With any game – but particularly one as complex as The Witcher 3 – QA is a critical element in the development process. And with 45,000 lines of speech in seven different spoken languages and eight additional subtitles languages, localisation was a challenge, too. 

“In terms of production, when we hit a real playable alpha we needed to quickly scale up QA,” explains Mamais. “It’s just not possible to have a large enough internal QA team – at least if you’re a mid-size studio like us – to handle this rapid scaling. This is why it’s important to have a reliable go-to external QA team – one already deeply familiar with our IP and way of working.

“And the biggest challenge on The Witcher 3 with localisation is the constantly changing dialogue, and requirement to get it translated, recorded, and added into the game in time for things like lip sync, etc. Finally, you need to wrap everything up on time to ship the game in multiple languages.

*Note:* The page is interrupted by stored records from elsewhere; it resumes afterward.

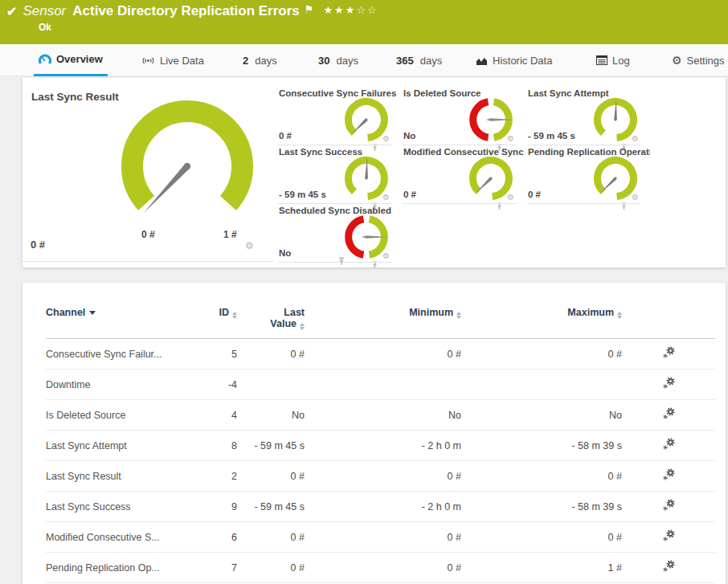 The height and width of the screenshot is (584, 728). Describe the element at coordinates (111, 354) in the screenshot. I see `cell-channel: Consecutive Sync Failur...` at that location.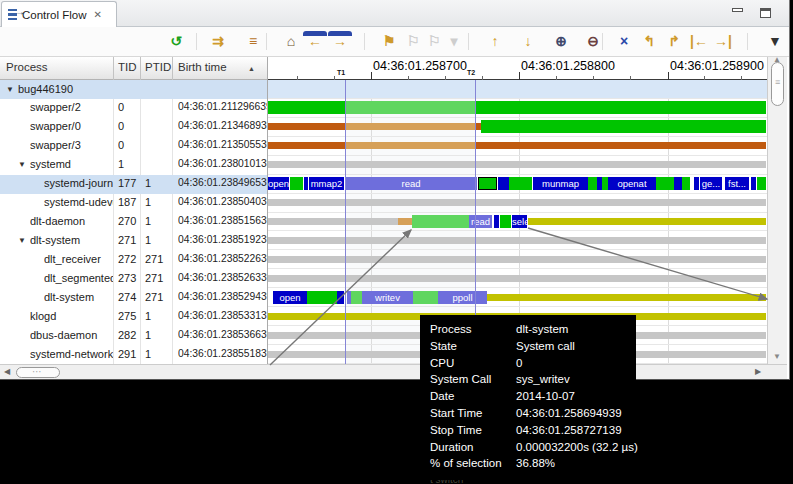 Image resolution: width=793 pixels, height=484 pixels. Describe the element at coordinates (134, 146) in the screenshot. I see `table-row: swapper/3004:36:01.213505539` at that location.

“We outsource a great deal of play-testing and compliance plus localisation QA,” he adds. “We have strong linguists as PMs who manage multiple languages using external translation and recording vendors. The Witcher 3 was initially written in Polish and translated internally to English by two very strong Polish-English bilinguals. English is then used as the source and reference for all other languages.”

Outside of his official duties, Mamais is a great interviewee, and in his spare time he enjoys working through TV box-sets, reading and, of course, playing games. However, he may find his spare time is crunched a little for the foreseeable future, as his second child was born just after this interview took place.